§ DATASET:
----

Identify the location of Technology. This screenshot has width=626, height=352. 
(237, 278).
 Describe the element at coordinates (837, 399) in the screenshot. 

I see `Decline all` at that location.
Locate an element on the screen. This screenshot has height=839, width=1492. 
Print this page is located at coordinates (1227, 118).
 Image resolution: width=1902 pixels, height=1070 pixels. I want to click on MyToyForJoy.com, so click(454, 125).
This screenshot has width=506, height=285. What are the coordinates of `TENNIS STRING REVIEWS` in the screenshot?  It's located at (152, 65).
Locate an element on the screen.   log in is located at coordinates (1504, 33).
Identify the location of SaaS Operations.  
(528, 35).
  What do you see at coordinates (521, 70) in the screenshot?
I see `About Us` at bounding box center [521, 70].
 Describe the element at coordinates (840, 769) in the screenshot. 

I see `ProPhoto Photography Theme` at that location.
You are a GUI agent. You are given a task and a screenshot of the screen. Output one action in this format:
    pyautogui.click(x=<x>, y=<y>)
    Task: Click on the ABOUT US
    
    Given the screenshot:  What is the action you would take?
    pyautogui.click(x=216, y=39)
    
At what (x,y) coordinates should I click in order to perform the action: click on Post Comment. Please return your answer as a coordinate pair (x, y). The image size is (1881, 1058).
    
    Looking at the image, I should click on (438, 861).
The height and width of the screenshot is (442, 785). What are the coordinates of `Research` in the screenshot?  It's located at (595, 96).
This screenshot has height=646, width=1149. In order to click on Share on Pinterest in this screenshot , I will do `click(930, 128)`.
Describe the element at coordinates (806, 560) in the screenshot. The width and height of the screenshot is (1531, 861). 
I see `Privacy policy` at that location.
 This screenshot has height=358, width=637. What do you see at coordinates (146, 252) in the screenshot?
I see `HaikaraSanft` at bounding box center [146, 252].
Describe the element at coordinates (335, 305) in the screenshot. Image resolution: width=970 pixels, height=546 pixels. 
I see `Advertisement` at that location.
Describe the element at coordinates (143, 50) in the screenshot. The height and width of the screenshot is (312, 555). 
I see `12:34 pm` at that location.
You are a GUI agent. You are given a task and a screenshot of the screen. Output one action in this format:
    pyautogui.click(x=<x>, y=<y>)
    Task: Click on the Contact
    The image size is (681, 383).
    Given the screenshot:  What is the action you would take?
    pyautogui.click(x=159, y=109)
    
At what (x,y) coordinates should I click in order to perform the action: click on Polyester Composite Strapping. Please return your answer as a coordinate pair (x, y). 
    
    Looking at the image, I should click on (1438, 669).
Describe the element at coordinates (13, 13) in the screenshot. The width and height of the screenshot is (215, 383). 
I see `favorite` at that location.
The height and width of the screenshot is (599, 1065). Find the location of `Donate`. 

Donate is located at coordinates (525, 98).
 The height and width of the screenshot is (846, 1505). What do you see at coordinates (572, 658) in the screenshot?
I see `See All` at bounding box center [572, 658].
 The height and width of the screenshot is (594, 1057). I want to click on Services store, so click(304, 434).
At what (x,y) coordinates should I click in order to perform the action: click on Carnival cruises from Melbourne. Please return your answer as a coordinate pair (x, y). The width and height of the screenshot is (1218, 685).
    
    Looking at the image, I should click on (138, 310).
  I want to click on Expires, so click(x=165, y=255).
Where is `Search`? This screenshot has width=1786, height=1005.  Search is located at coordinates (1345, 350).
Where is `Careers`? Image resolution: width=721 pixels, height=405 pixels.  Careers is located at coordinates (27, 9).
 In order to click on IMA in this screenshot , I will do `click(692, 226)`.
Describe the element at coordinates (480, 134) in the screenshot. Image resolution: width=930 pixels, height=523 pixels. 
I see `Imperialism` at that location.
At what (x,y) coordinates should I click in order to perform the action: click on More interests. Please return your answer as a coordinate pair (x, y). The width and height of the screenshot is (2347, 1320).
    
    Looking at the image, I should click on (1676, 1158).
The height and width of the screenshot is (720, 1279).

----

If a line in the records above contains the word "Where", copy it.

Where is `Search`? This screenshot has width=1786, height=1005.  Search is located at coordinates (1345, 350).
Where is `Careers`? Image resolution: width=721 pixels, height=405 pixels.  Careers is located at coordinates (27, 9).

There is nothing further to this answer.